DIY sealcoating saves real money when it is done right. When it is done wrong, the seal peels in a year, the driveway looks worse than before, and the next sealcoat costs more because the failed seal has to come off first. Here are the ten mistakes that account for most failed home sealcoats. Avoid these and you will be in the clear. For the full positive walkthrough, see how to seal an asphalt driveway DIY.
1. Sealing too soon on new asphalt
The biggest mistake. New hot mix needs 6 to 12 months for the volatile oils to evaporate and the surface to fully cure. Seal at 30 days and you trap those oils inside. Result: soft tacky surface, tire marks for life, and a sealer that peels off the still-curing asphalt. The full timing rule is in our when to sealcoat guide.
2. Skipping the clean step
Sealer does not bond to dust, dirt, oil, or weeds. A 30 minute sweep, wash, and dry doubles the lifetime of the seal. Skipping the clean is the second most common cause of peeling.
3. Sealing over un-filled cracks
Sealer is not a crack filler. It cracks at the same lines and the filler underneath cannot bond to the sealed surface. The right order: clean, fill, cure, seal. Match each crack to the right filler in our fix cracks guide.
4. Sealing in the wrong weather
Daytime highs need to be above 50 degrees Fahrenheit and rising. Below that, the sealer cures unevenly and peels. Above about 95 with hot direct sun, the sealer flashes off and leaves a thin uneven film. Cool damp days are worse than cool dry days. Best windows are late spring and early fall in most of the US. The National Asphalt Pavement Association publishes the placement and cure temperature data that underlies this rule.
5. Applying too thick
One heavy coat dries unevenly, cracks on its own as it cures, and wears off in tire tracks fast. Two thin perpendicular coats give a smoother finish and longer life. The squeegee should leave the surface texture visible through the wet sealer.
6. Sealing every year
Sealer builds up over years. By the time you have annual coats stacked four high, the layered seal becomes brittle and flakes off in chunks. Sealing every 2 to 4 years (matched to surface condition, not the calendar) is the right cadence. Read the timing rule in when to sealcoat.
7. Sealing over un-cleaned oil stains
Sealer does not bond over oil-saturated asphalt. The oil works through the seal and lifts it off the stained area within months. Clean stains first using our oil stain removal guide. For heavily contaminated spots, an oil spot primer is the right prep before sealer.
8. Wrong tool, wrong technique
A driveway squeegee with a foam edge is the standard tool. A long-nap roller works for smaller jobs. A floor mop, paint roller without nap, or a rented power sprayer set wrong all leave streaks or thin spots. Cut the edges first with a brush. Spread the body of each coat in one direction with the squeegee.
9. Putting cars on too soon
Sealer needs 24 to 48 hours of car-free time after the final coat. Putting a car on at 12 hours leaves visible tire marks and pulls the not-quite-cured sealer off. Block the apron with cones or string. Cooler weather extends the cure time.
10. Buying the wrong sealer
Three categories of products show up at the hardware store. Asphalt emulsion (the standard pick). Coal tar (banned in many states, see coal tar vs asphalt emulsion). And "driveway resurfacer" or "filler-sealer" hybrids that promise to fix cracks and seal in one step. The hybrids do neither well. Use a real crack filler, then a real sealer. Plan gallons with the sealer calculator. The EPA stormwater program publishes guidance on which sealer chemistries trigger PAH-runoff rules in your watershed.
Bonus mistake: trying to power-wash off old sealer
An aggressive pressure-washer setting can strip old sealer in narrow stripes. The result looks worse than the original surface. If the existing sealer is failing, light power wash plus broom is the right prep. Heavy stripping is a contractor job.
What a good sealcoat actually looks like
- Uniform black across the whole surface, no streaks.
- Surface texture still slightly visible through the seal, not glossy.
- Edges cleanly cut against grass, sidewalk, and garage threshold.
- No tire marks, no footprint marks, no peeling at year one.
- Looking dark and tight after the first heavy rain.
References for the mistakes, manufacturer guidance, and product chemistry are on the sources page.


◆ THE PROBLEM ◆
In the listing below, find every line containing "DevOps" and copy it out.

*** Opening DATASET ***

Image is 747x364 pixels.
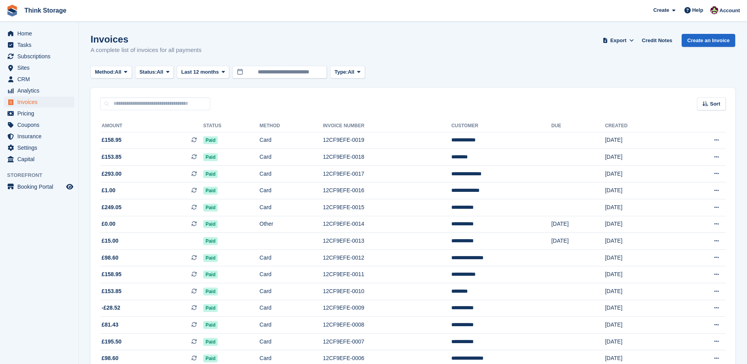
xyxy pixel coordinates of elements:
[203,237,218,245] span: Paid
[17,51,65,62] span: Subscriptions
[323,317,451,333] td: 12CF9EFE-0008
[157,68,163,76] span: All
[95,68,115,76] span: Method:
[203,136,218,144] span: Paid
[102,254,119,262] span: £98.60
[610,37,626,44] span: Export
[4,28,74,39] a: menu
[4,131,74,142] a: menu
[639,34,675,47] a: Credit Notes
[259,182,323,199] td: Card
[710,100,720,108] span: Sort
[203,170,218,178] span: Paid
[323,149,451,166] td: 12CF9EFE-0018
[259,149,323,166] td: Card
[605,233,674,250] td: [DATE]
[17,154,65,165] span: Capital
[203,338,218,346] span: Paid
[323,199,451,216] td: 12CF9EFE-0015
[102,153,122,161] span: £153.85
[259,249,323,266] td: Card
[681,34,735,47] a: Create an Invoice
[102,287,122,295] span: £153.85
[605,149,674,166] td: [DATE]
[17,142,65,153] span: Settings
[451,120,551,132] th: Customer
[323,165,451,182] td: 12CF9EFE-0017
[17,108,65,119] span: Pricing
[653,6,669,14] span: Create
[259,165,323,182] td: Card
[710,6,718,14] img: Donna
[259,216,323,233] td: Other
[4,108,74,119] a: menu
[605,266,674,283] td: [DATE]
[91,46,202,55] p: A complete list of invoices for all payments
[139,68,157,76] span: Status:
[334,68,348,76] span: Type:
[21,4,70,17] a: Think Storage
[605,317,674,333] td: [DATE]
[65,182,74,191] a: Preview store
[605,120,674,132] th: Created
[102,270,122,278] span: £158.95
[4,51,74,62] a: menu
[17,96,65,107] span: Invoices
[102,220,115,228] span: £0.00
[102,337,122,346] span: £195.50
[4,74,74,85] a: menu
[7,171,78,179] span: Storefront
[203,254,218,262] span: Paid
[203,220,218,228] span: Paid
[551,120,605,132] th: Due
[323,182,451,199] td: 12CF9EFE-0016
[17,28,65,39] span: Home
[4,119,74,130] a: menu
[17,119,65,130] span: Coupons
[323,300,451,317] td: 12CF9EFE-0009
[102,320,119,329] span: £81.43
[102,170,122,178] span: £293.00
[605,283,674,300] td: [DATE]
[259,266,323,283] td: Card
[601,34,635,47] button: Export
[259,132,323,149] td: Card
[323,120,451,132] th: Invoice Number
[91,66,132,79] button: Method: All
[259,317,323,333] td: Card
[348,68,354,76] span: All
[259,199,323,216] td: Card
[323,266,451,283] td: 12CF9EFE-0011
[259,333,323,350] td: Card
[4,39,74,50] a: menu
[605,182,674,199] td: [DATE]
[259,120,323,132] th: Method
[181,68,219,76] span: Last 12 months
[605,300,674,317] td: [DATE]
[323,216,451,233] td: 12CF9EFE-0014
[259,283,323,300] td: Card
[102,237,119,245] span: £15.00
[605,333,674,350] td: [DATE]
[203,304,218,312] span: Paid
[323,333,451,350] td: 12CF9EFE-0007
[102,354,119,362] span: £98.60
[605,165,674,182] td: [DATE]
[330,66,365,79] button: Type: All
[605,132,674,149] td: [DATE]
[203,204,218,211] span: Paid
[100,120,203,132] th: Amount
[605,249,674,266] td: [DATE]
[4,181,74,192] a: menu
[719,7,740,15] span: Account
[17,131,65,142] span: Insurance
[17,74,65,85] span: CRM
[17,62,65,73] span: Sites
[17,39,65,50] span: Tasks
[102,203,122,211] span: £249.05
[203,120,259,132] th: Status
[177,66,229,79] button: Last 12 months
[135,66,174,79] button: Status: All
[203,153,218,161] span: Paid
[4,62,74,73] a: menu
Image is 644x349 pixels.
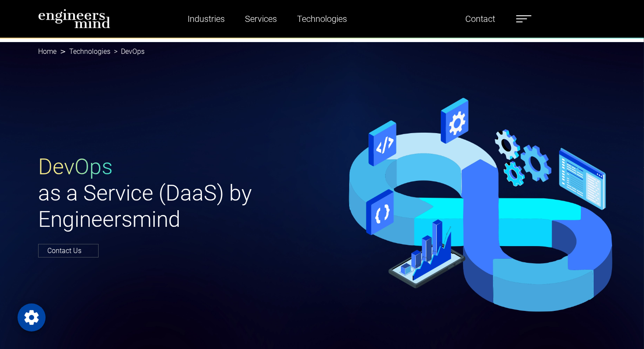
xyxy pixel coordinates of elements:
[293,9,351,29] a: Technologies
[184,9,228,29] a: Industries
[38,244,98,258] a: Contact Us
[462,9,499,29] a: Contact
[38,153,317,232] h1: as a Service (DaaS) by Engineersmind
[69,47,111,56] a: Technologies
[38,47,57,56] a: Home
[38,154,113,179] span: DevOps
[38,9,111,29] img: logo
[111,46,145,57] li: DevOps
[38,42,606,61] nav: breadcrumb
[241,9,280,29] a: Services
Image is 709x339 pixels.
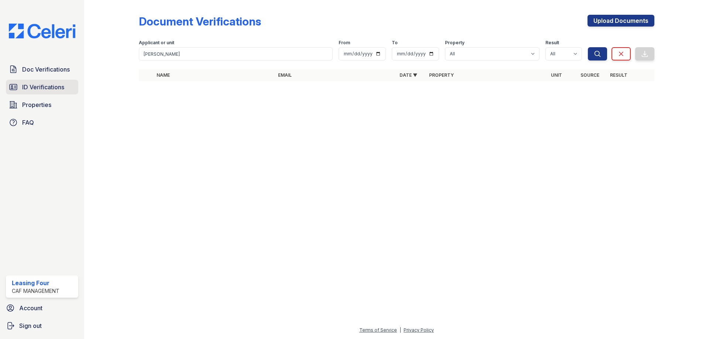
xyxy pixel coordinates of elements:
[278,72,292,78] a: Email
[610,72,628,78] a: Result
[359,328,397,333] a: Terms of Service
[400,328,401,333] div: |
[3,301,81,316] a: Account
[546,40,559,46] label: Result
[3,319,81,334] a: Sign out
[404,328,434,333] a: Privacy Policy
[22,65,70,74] span: Doc Verifications
[139,47,333,61] input: Search by name, email, or unit number
[157,72,170,78] a: Name
[19,304,42,313] span: Account
[3,24,81,38] img: CE_Logo_Blue-a8612792a0a2168367f1c8372b55b34899dd931a85d93a1a3d3e32e68fde9ad4.png
[12,279,59,288] div: Leasing Four
[6,80,78,95] a: ID Verifications
[22,118,34,127] span: FAQ
[19,322,42,331] span: Sign out
[429,72,454,78] a: Property
[588,15,655,27] a: Upload Documents
[22,83,64,92] span: ID Verifications
[22,100,51,109] span: Properties
[139,15,261,28] div: Document Verifications
[12,288,59,295] div: CAF Management
[445,40,465,46] label: Property
[339,40,350,46] label: From
[6,115,78,130] a: FAQ
[6,98,78,112] a: Properties
[392,40,398,46] label: To
[400,72,417,78] a: Date ▼
[139,40,174,46] label: Applicant or unit
[6,62,78,77] a: Doc Verifications
[581,72,600,78] a: Source
[551,72,562,78] a: Unit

*** Closing DATASET ***

◆ RESPONSE FOR THIS EXERCISE ◆
[38,154,113,179] span: DevOps
[111,46,145,57] li: DevOps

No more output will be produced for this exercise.